I think it’s worth mentioning that the author went out of his way to preserve the beauty of his pixel art by including the option to triple the size of each pixel, rather than rely on the faulty scaling of an LCD screen. I’ve had to play too many beautiful pixel-centric games (Cave Story, Knytt Stories, etc.) that are partially ruined by either being far too small to play in a window, or when played in full screen, force an LCD monitor to adopt a non-native resolution, resulting in a blurry image in an incorrect aspect ratio.
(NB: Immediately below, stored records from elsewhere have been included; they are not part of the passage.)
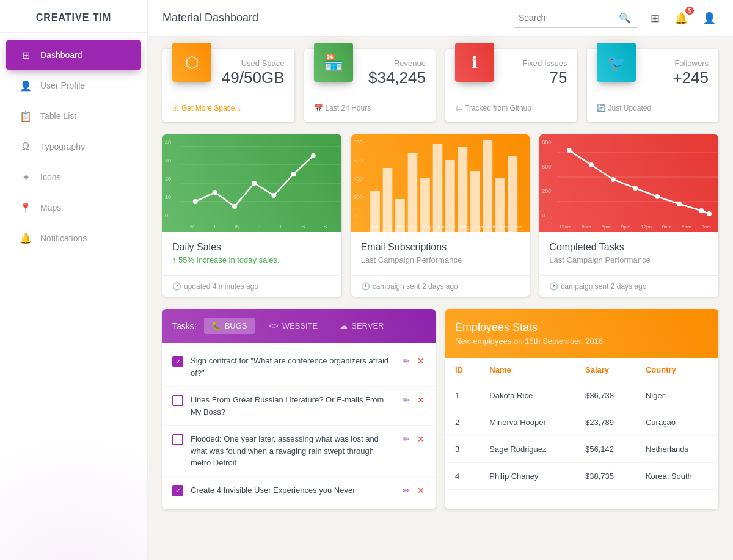 The height and width of the screenshot is (560, 733). What do you see at coordinates (582, 396) in the screenshot?
I see `table-row: 1Dakota Rice$36,738Niger` at bounding box center [582, 396].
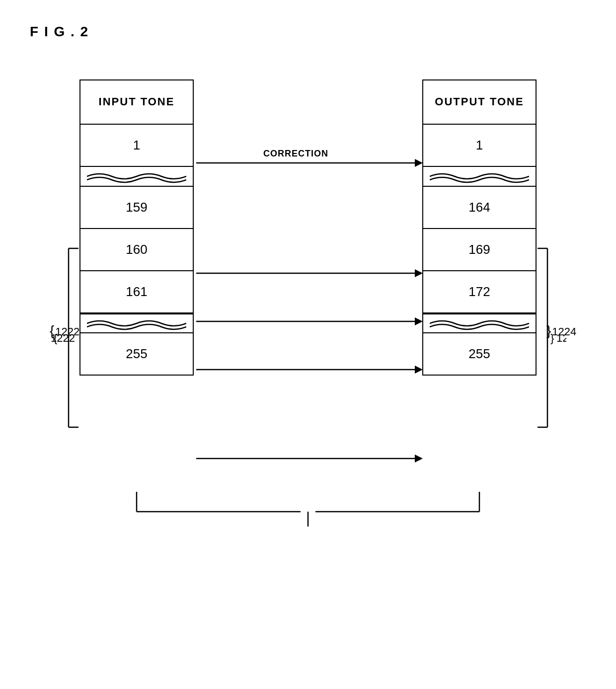  Describe the element at coordinates (137, 354) in the screenshot. I see `input-row-255: 255` at that location.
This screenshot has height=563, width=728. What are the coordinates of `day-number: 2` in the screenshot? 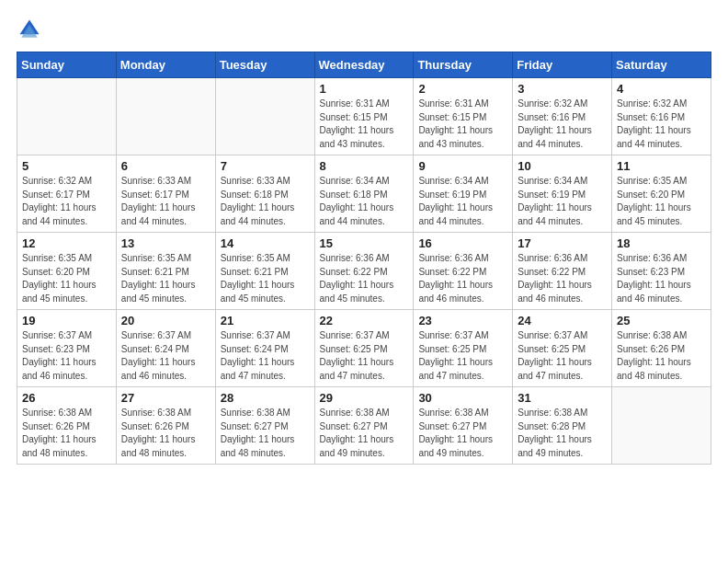 It's located at (463, 88).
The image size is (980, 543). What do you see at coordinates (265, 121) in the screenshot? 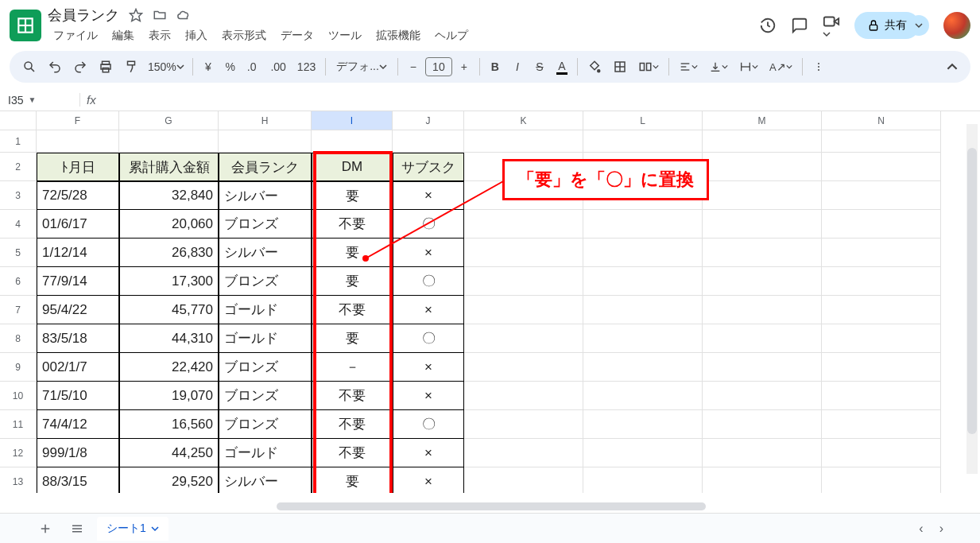
I see `col-header-H: H` at bounding box center [265, 121].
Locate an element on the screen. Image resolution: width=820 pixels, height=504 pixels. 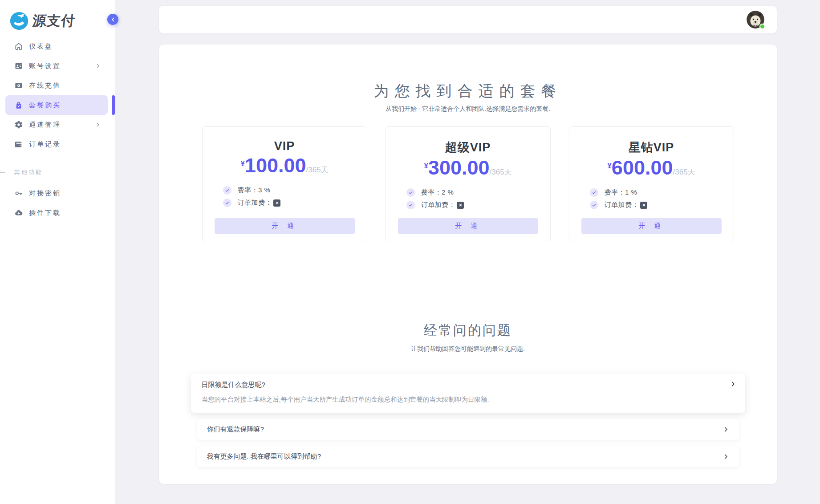
plan-price: 300.00 is located at coordinates (459, 167).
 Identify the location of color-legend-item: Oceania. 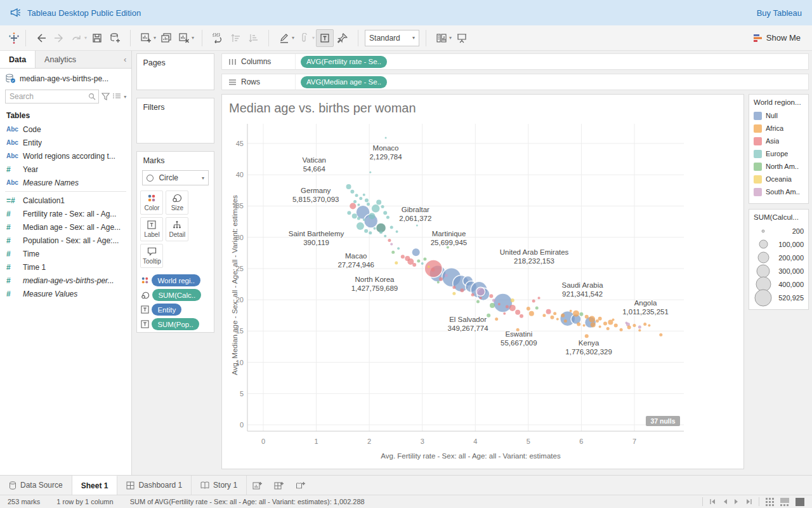
(779, 179).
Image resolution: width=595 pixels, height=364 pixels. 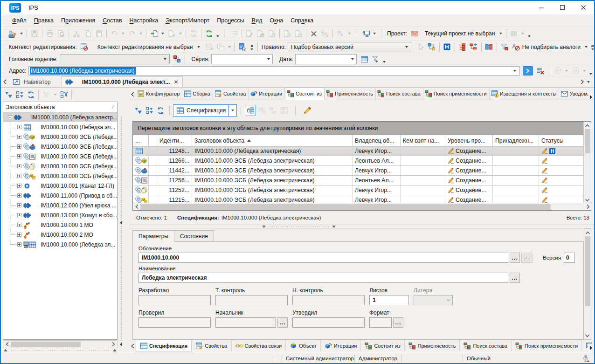 What do you see at coordinates (423, 151) in the screenshot?
I see `taken-by-cell` at bounding box center [423, 151].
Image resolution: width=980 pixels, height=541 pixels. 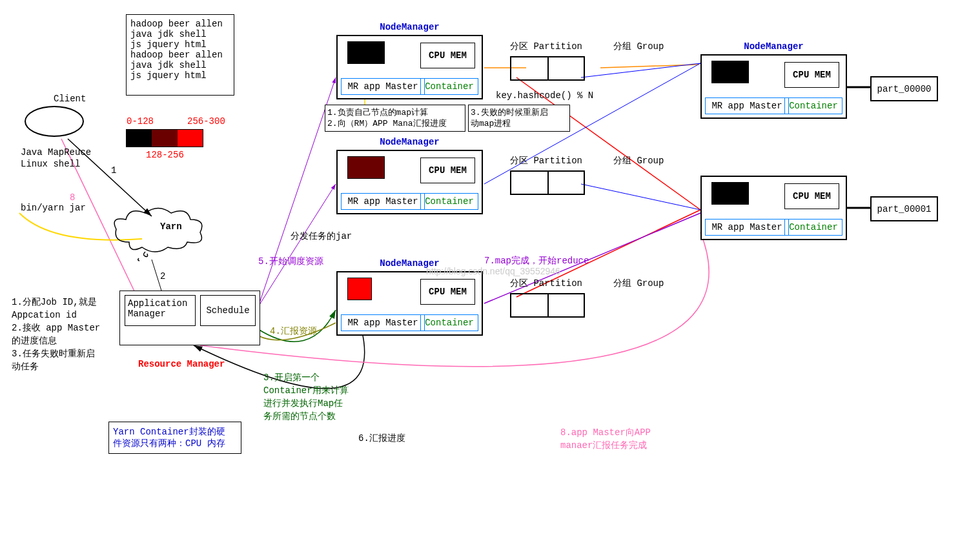 What do you see at coordinates (53, 208) in the screenshot?
I see `client-cmd: bin/yarn jar` at bounding box center [53, 208].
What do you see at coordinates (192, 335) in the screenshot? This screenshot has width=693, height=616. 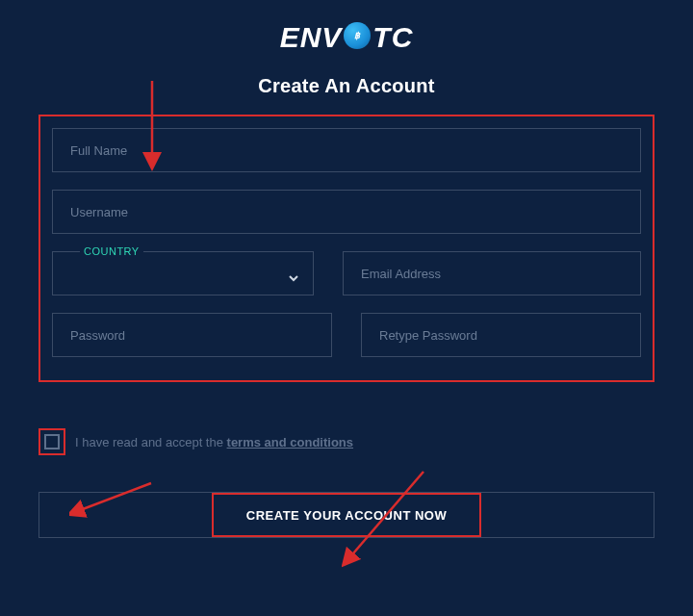 I see `password-field` at bounding box center [192, 335].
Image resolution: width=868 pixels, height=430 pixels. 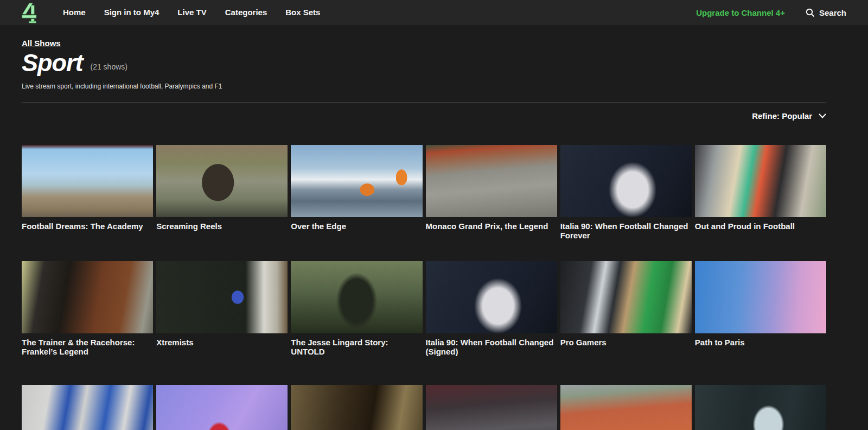 What do you see at coordinates (52, 63) in the screenshot?
I see `page-title: Sport` at bounding box center [52, 63].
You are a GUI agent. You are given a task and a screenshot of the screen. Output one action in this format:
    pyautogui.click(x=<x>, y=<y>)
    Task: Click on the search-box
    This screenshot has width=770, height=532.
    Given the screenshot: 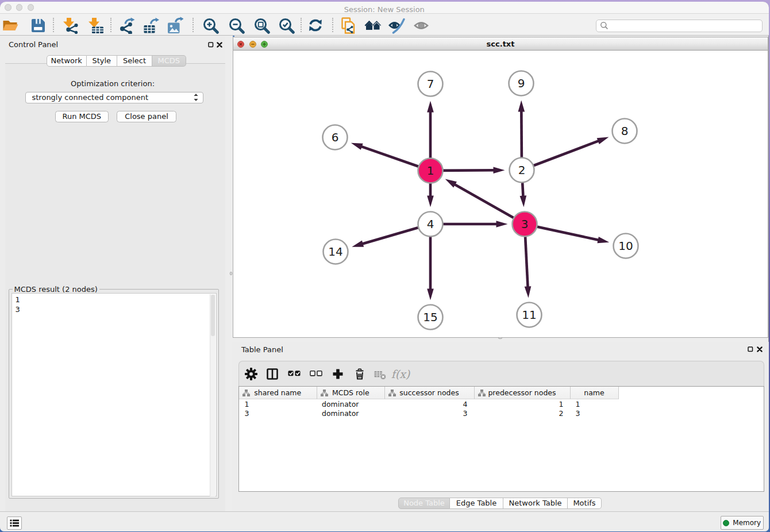 What is the action you would take?
    pyautogui.click(x=679, y=26)
    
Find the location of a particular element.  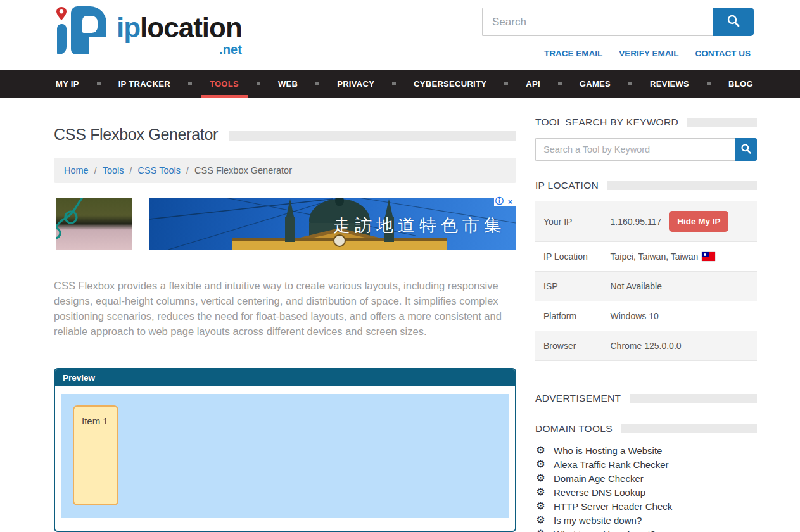

nav-item-cybersecurity: CYBERSECURITY is located at coordinates (450, 84).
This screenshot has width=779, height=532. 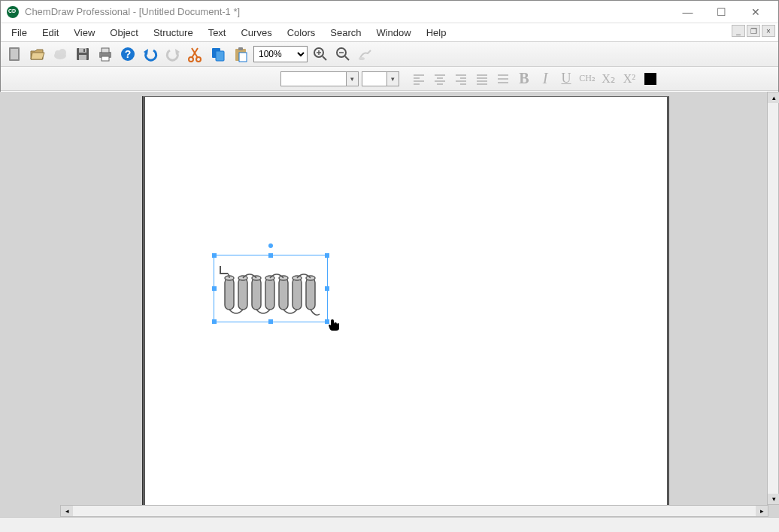 I want to click on vertical-scrollbar: ▴ ▾, so click(x=773, y=298).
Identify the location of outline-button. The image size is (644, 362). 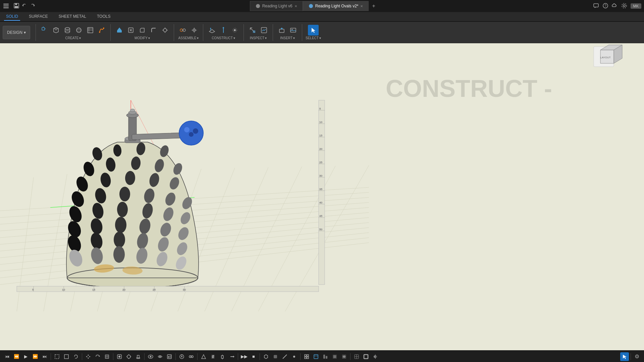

LCD’s are great at adapting to lower-resolution video, but terrible at rendering pixel-perfect images at anything but their native resolutions.
that’s the issue with calamity annie, in fact. since game maker upscales images to be horribly blurry, i manually resized every piece of art in the game to maintain its crispness, making the file size huge.
derek’s found a script that resizes the pixels without making them blurry, and i’m considering borrowing it for annie, though i’m not sure if it will play nice with the mouse controls.
You don’t need scripts, just adjust view_wport to be view_wview*2 and view_hport to be view_hview*2 for double pixels.
At least that’s how I think I made it in some of my older projects :)
…but better adjust the view-port settings from the room editor.
Anyways, I really enjoyed this game, I’ve always wanted to play a good platformer with random-generated levels ^^
that’s even worse! things aren’t resized correctly so “pixels” end up out of proportion, and there are seams between the tiles!
well, using the same script derek used on spelunky: it looks as though the mouse works fine.
which means that if i can work up the nerve to reinsert all of the graphics into the game and divide all the numbers by four, we’ll have a version of calamity annie that will run without memory issues on many more people’s computers.
Yeah, and it doesn’t draw lines correctly… why didn’t they make it work better?!
BTW, how does the script you’re talking about work? It draws everything in a surface and then draws the surface stretched?
that’s exactly how it works, yes.
Ohmygosh, thanks for pointing this out. You’ve made my week.
I agree that using gameplay to navigate menus is a nice touch, but it’s the interactive stores that really make it for me. (Maybe it just warms my evil little heart to be able to blow up shopkeepers and steal their goods…)
and thank you for your stone soup tiles! now i will probably try stone soup for the first time.